Steve Blackledge
Senior Director, Conservation America Campaign, Environment America
For what would become the nation’s most effective conservation and recreation law, it was an awkward beginning.
For what would become the nation’s most effective conservation and recreation law, it was an awkward beginning.
Cabinet secretaries, senators, representatives and other leaders had gathered to witness President Johnson sign two conservation bills into law: The Wilderness Act and the Land and Water Conservation Fund. As the president signed the wilderness bill into law, the dignitaries smiled for the cameras as they stood closely around the president.
By the time President Johnson signed the second bill, the Land and Water Conservation Fund bill, the attention span of the VIPs was … elsewhere.
And that’s the way it’s been over the past 50 years for the LWCF: unheralded at the start, little-known by the general public, and almost always underfunded by Congress.
Yet the program has quietly but effectively gotten the job done, “preserving, developing, and assuring accessibility to all citizens” for outdoor recreation by putting billions of federal dollars into national parks, places of cultural and historic value, and local parks, playgrounds and playing fields. Add it all up and America has gotten more than 15 million acres of public land conserved in almost every single county in the country. For example:
So what’s the problem? Why has Environment America had to run a campaign to save and fund the LWCF for the past two years?
For one thing, no matter how effective the LWCF has been, it’s hard to keep up with the breakneck pace of development in the U.S. Every year in America, new roads, houses, pipelines and other development replace natural areas that, if you put them all together, would be larger than the state of Rhode Island
For another, Americans were promised more. Much more.
The LWCF was supposed to serve as a trust fund, with the money raised primarily in the form of royalties paid by oil companies for offshore drilling leases — up to $900 million per year — and then held and spent on behalf of all Americans to ensure our access to outdoor recreation.
Except it hasn’t worked that way. Since 1965, Congress has fully funded the program just twice (in 1998 and 2001), diverting more than $22 billion for other purposes. To put that figure into perspective, as of 2019 the program had provided $18 billion for conservation projects. If Congress had upheld the original promise of the LWCF, the program could have preserved, protected, improved or created far more of America’s best places — perhaps double the amount of land and water.
If undermining the program’s funding and failing to fulfill its promise wasn’t bad enough, Congress let the program expire in September 2018.
Working in coalition with The Wilderness Society, National Wildlife Federation and others, we sought to clean up this mess in two ways: by permanently reauthorizing the program and securing the full $900 million per year for it for … well, forever.

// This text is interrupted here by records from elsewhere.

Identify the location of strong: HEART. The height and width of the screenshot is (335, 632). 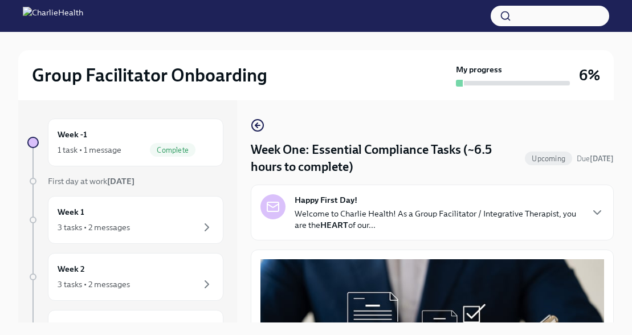
(334, 225).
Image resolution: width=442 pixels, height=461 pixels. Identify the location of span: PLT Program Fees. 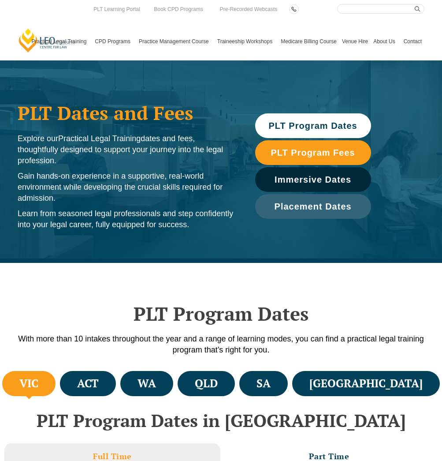
(313, 153).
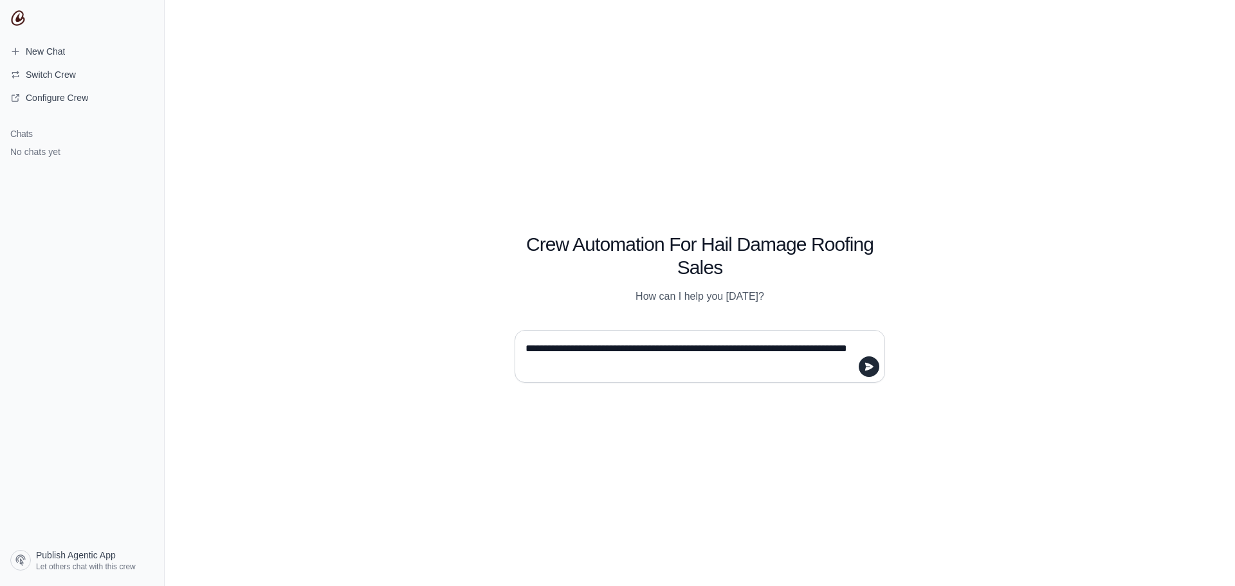 The height and width of the screenshot is (586, 1235). What do you see at coordinates (76, 555) in the screenshot?
I see `span: Publish Agentic App` at bounding box center [76, 555].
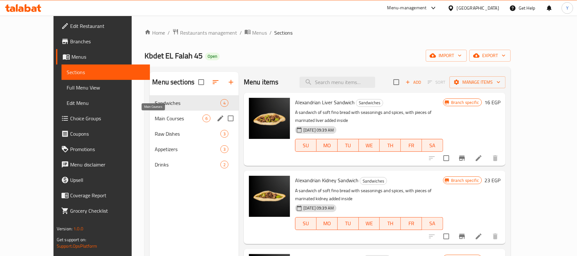 The height and width of the screenshot is (256, 577). Describe the element at coordinates (103, 41) in the screenshot. I see `a: Branches` at that location.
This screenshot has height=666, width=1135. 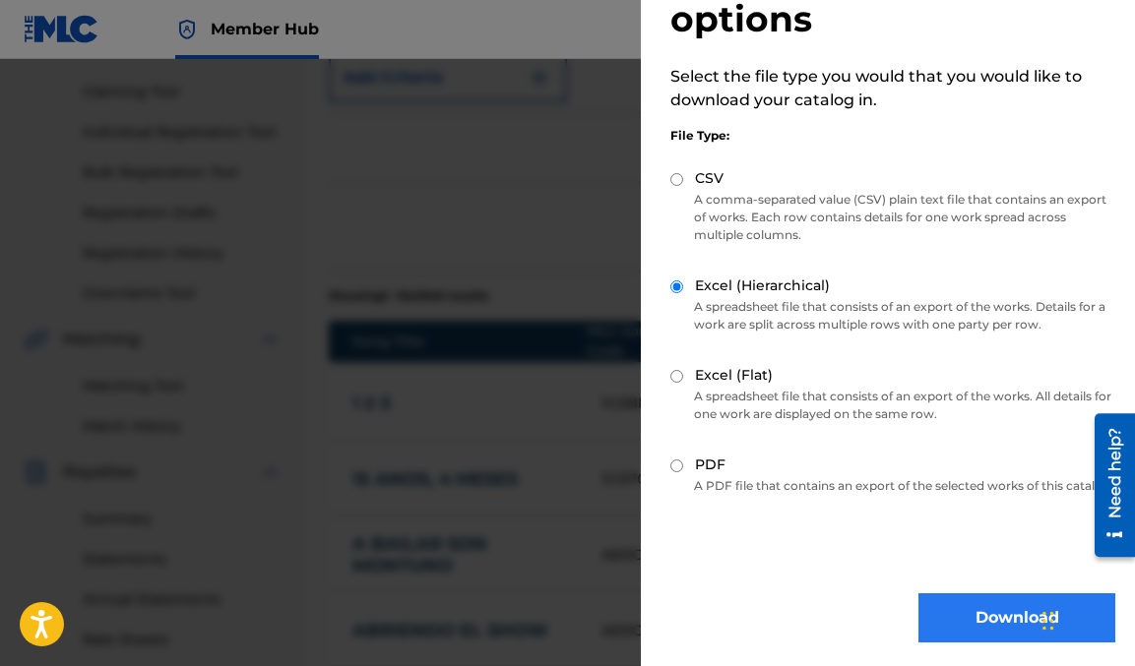 I want to click on label: Excel (Hierarchical), so click(x=762, y=285).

To achieve these goals, Conservation Director Steve Blackledge and his team needed to: weave together the local and national elements of the Land and Water Conservation Fund success story; break out of the progressive v. conservative narrative that frames virtually all policies these days; and demonstrate strong grassroots support for the program “back home” — in the states and districts represented by the members of Congress whose backing would be decisive.
Here’s how we carried out this three-part strategy:
By late February 2019, we had won our first big victory. With a strong, bipartisan majority, both houses of Congress passed a bill to reauthorize LWCF permanently, and the president signed it into law that March.
Yet there was still nothing to stop Congress from continuing to divert LWCF funds elsewhere. Entering a new fiscal year, President Trump even proposed a budget that would have slashed its funding by 97 percent. We needed to guarantee that LWCF would be fully funded — permanently.
Then, we had a breakthrough: In February 2020, when a reporter asked Senate Majority Leader Mitch McConnell what Congress could accomplish amid all the partisan gridlock, he singled out LWCF as a strong possibility.
Now, if we’re being honest, it’s possible that Leader McConnell’s motives were in part political. Two members of his caucus — Sens. Cory Gardner (Colo.) and Steve Daines (Mont.) — face tough races in the upcoming 2020 election. Passage of a big land conservation bill could help their chances. The vehicle for this gambit became the Great American Outdoors Act, which not only promised LWCF full and permanent funding, but also funded a backlog of long-overdue maintenance projects on our public lands.
The fact that this bill had political overtones might have given us pause if we were a partisan group, but we’re not. We’re an environmental group. So we backed it.
To push the Great American Outdoors Act over the finish line in the Senate, we planned a major day of action in Washington, D.C. When the COVID-19 crisis made that impossible, we switched most meetings to phone: Our advocates held 55 remote meetings and calls with key congressional staff to rally support for the bill.
Our members and supporters also sent tens of thousands of messages to Congress in support of LWCF over the years, including more than 11,000 during the final push to pass the Great American Outdoors Act.
On June 17, that work paid off with another big, bipartisan victory, by a vote of 73-25, in the Senate. Weeks after we organized a virtual rally featuring six members of Congress, the House followed suit on July 22, in a 310-107 vote. We expect (with fingers crossed) the president to sign the bill into law.
Fifty-five years after President Johnson signed the bill that created the program, the Land and Water Conservation Fund still doesn’t get all of the recognition it deserves. But thanks to the work and support of our staff, members, partners and allies, the program is in a stronger position than ever to preserve the land and waters we love for all Americans to explore and enjoy.
Steve directs Environment America’s efforts to protect our public lands and waters and the species that depend on them. He led our successful campaign to win full and permanent funding for our nation’s best conservation and recreation program, the Land and Water Conservation Fund. He previously oversaw U.S. PIRG’s public health campaigns. Steve lives in Sacramento, California, with his family, where he enjoys biking and exploring Northern California.